One day, the 22-year-old heard that the Empire Windrush was due to dock in Kingston and borrowed the £28 10 shilling fare from his sister for the fare. His old friend Harold Wilmot was already in England and had encouraged Eric to join him.

When he arrived at Tilbury Docks, he had nowhere to live but found temporary accommodation at a former war bunker in London, the Clapham South Deep Shelter, along with another 235 passengers. The Windrush’s manifest had him down ‘welder’ but he soon found work as a ship’s cook.

He worked on board tankers and met his wife-to-be, Sylvia Williams, in Cardiff at the end of one of his voyages. Sylvia was born in Cardiff in 1934 but her father was originally from Sierra Leone. Her mother worked in a canteen in the docks.
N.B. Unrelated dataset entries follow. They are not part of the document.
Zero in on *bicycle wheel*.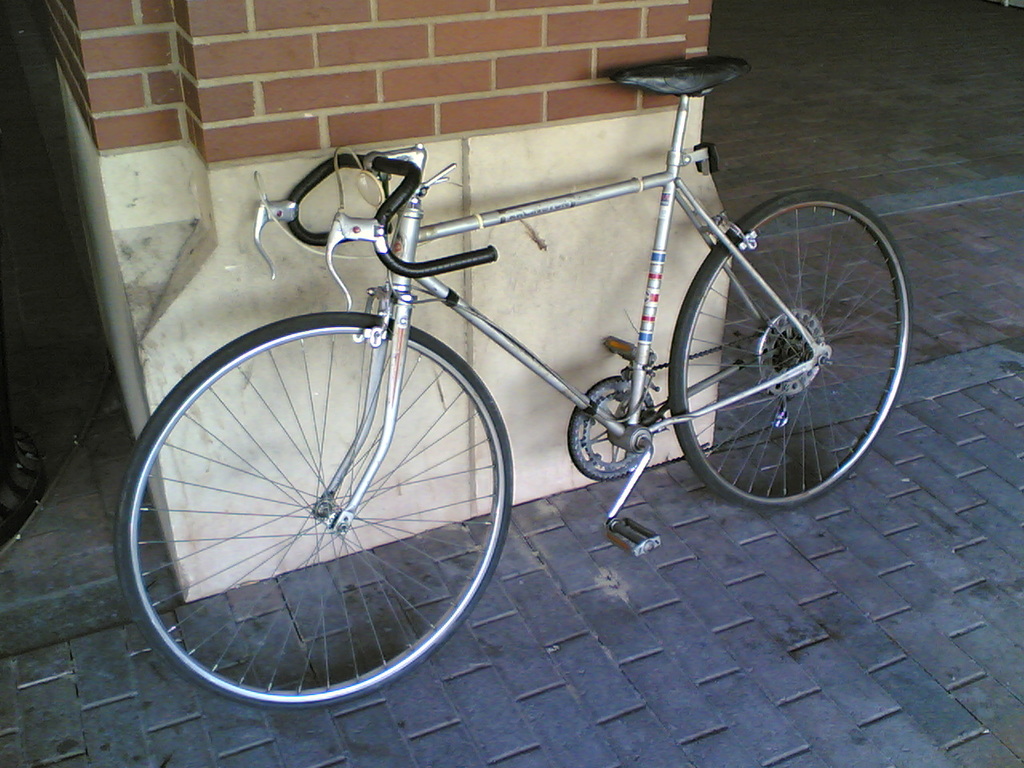
Zeroed in: x1=114, y1=310, x2=511, y2=716.
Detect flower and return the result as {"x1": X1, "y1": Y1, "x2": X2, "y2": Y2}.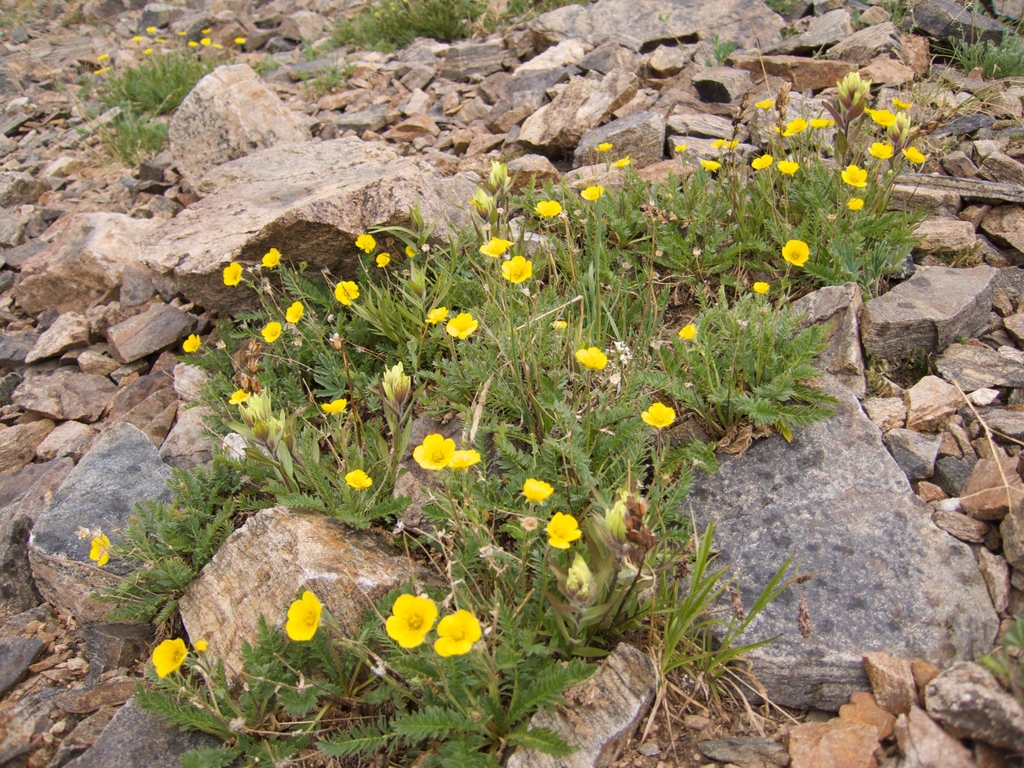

Sylvia and Eric’s first two children, Eric and Derek, were born in Cardiff, in 1953 and 1954 respectively. The couple moved to London and got married in Kensington in 1954. Their daughter Yvonne, a former police officer, was born in 1956. In 1966, a fourth Drysdale child, Stephen, joined the family after being adopted. Stephen now lives in Suffolk with his wife.

With his sea-faring days now behind him, Eric found work in the Post Office until he retired after 32 years. He was distantly related to two famous Jamaican cricketers, George Headley, who played in 22 tests for the West Indies, and George Knibbs.

Eric junior trained as a chef and worked on ferries crossing to Ostend. Initially, he lived with his grandmother in Cardiff but when she died he joined the rest of the family in London, going on to work for the Hong Kong & Shanghai banking corporation, again as a chef. Later he got a job with Lewisham Council but passed away prematurely in 2010.

Derek started work with the Post Office straight from school and retired in 2022 after a remarkable 52 years’ service. Yvonne joined the Metropolitan Police in 1983 at a time when women were few and far between and black officers almost unheard of. She worked in many police stations across London as well as at New Scotland Yard. Her last seven years before retiring in 2013 after three decades’ service, were spent working in the Command and Control Centre at Lambeth, London.

Eric senior passed away on March 6, 2020.